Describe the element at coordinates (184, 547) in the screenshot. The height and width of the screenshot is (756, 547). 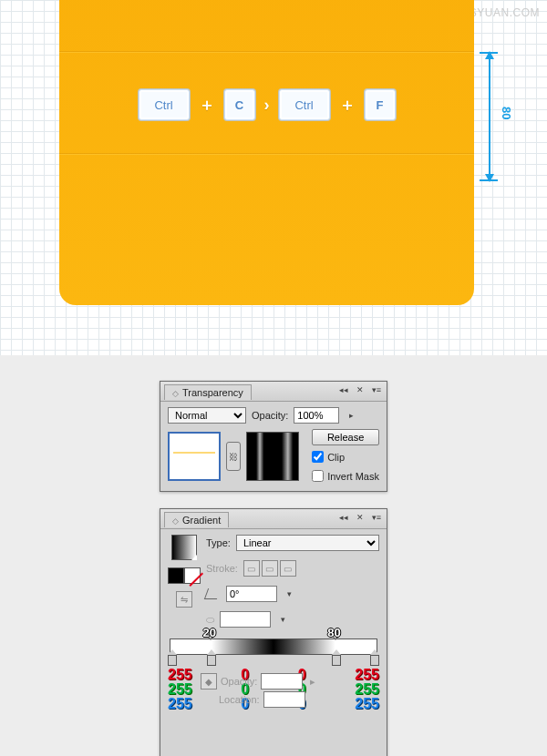
I see `gradient-swatch` at that location.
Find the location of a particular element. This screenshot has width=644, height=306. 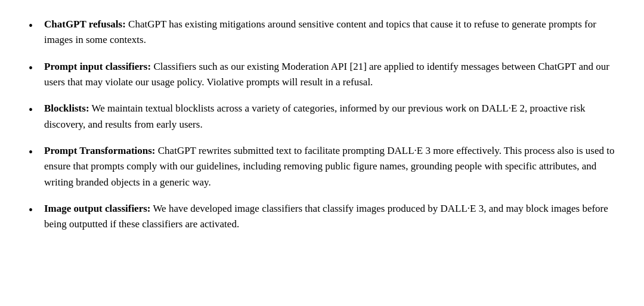

bullet-text-image-output-classifiers: Image output classifiers: We have develo… is located at coordinates (330, 217).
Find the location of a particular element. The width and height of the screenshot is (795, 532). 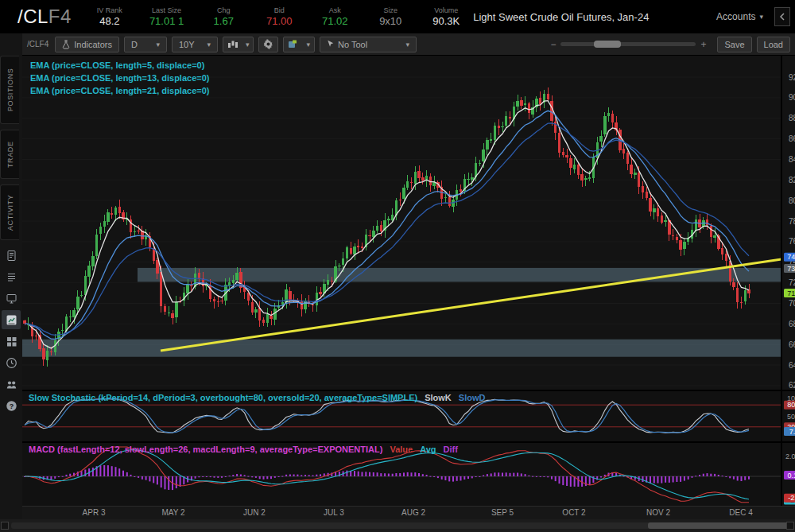

svg-text: 74.5 is located at coordinates (791, 257).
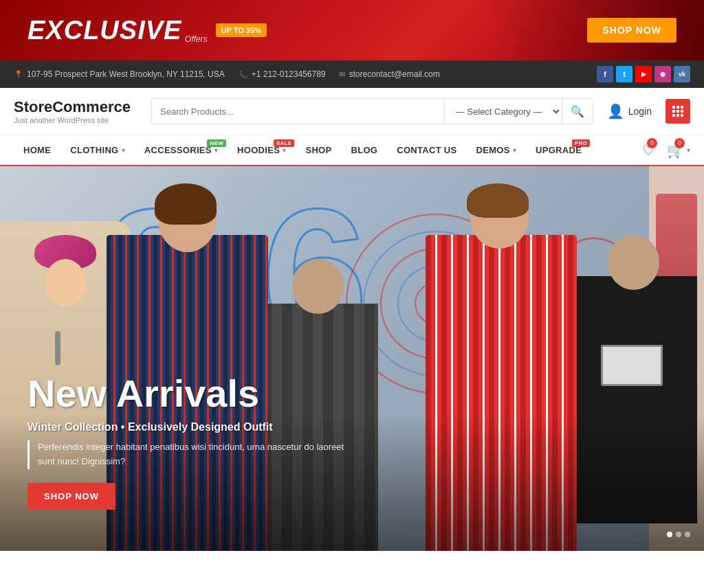 The image size is (704, 588). What do you see at coordinates (352, 111) in the screenshot?
I see `site-header: StoreCommerce Just another WordPress sit…` at bounding box center [352, 111].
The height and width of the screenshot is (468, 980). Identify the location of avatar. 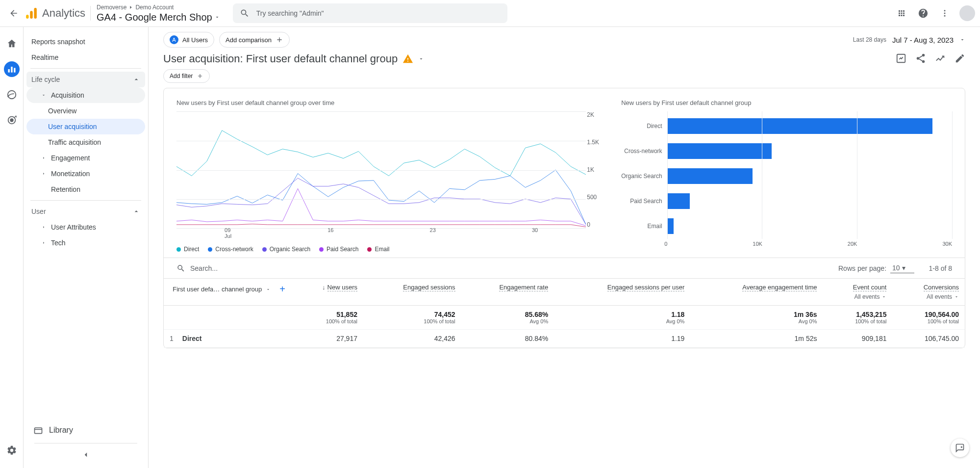
(967, 13).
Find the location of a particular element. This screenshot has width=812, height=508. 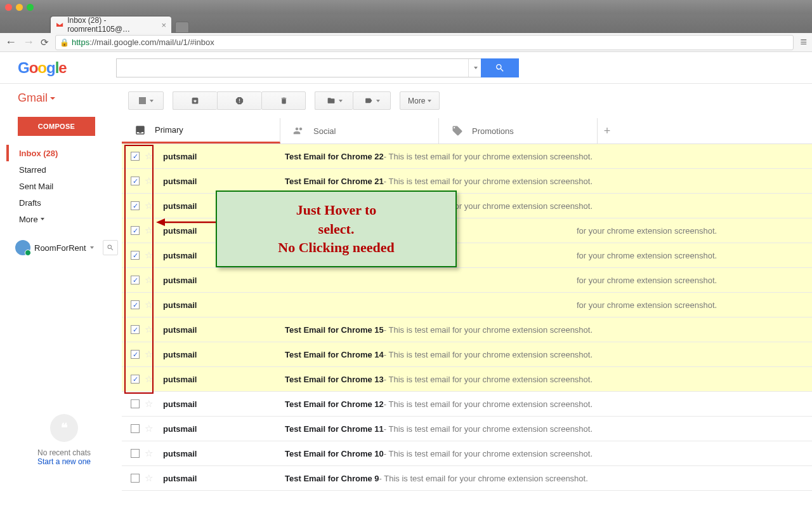

tab-promotions: Promotions is located at coordinates (518, 131).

INSTRUCTIONS FOR THE TASK
Your answer is all of the records restated word for word, pictures excluded.

SOLUTION TO THE EXERCISE
Describe the element at coordinates (184, 547) in the screenshot. The height and width of the screenshot is (756, 547). 
I see `gradient-swatch` at that location.
Find the location of a particular element. This screenshot has width=644, height=306. 

bullet-text-image-output-classifiers: Image output classifiers: We have develo… is located at coordinates (330, 217).
Find the location of a particular element. The width and height of the screenshot is (795, 532). 

svg-text: 74.5 is located at coordinates (791, 257).
 The image size is (704, 588). What do you see at coordinates (352, 111) in the screenshot?
I see `site-header: StoreCommerce Just another WordPress sit…` at bounding box center [352, 111].
The height and width of the screenshot is (468, 980). Identify the location of avatar. 
(967, 13).
Find the location of a particular element. This screenshot has width=812, height=508. 

tab-promotions: Promotions is located at coordinates (518, 131).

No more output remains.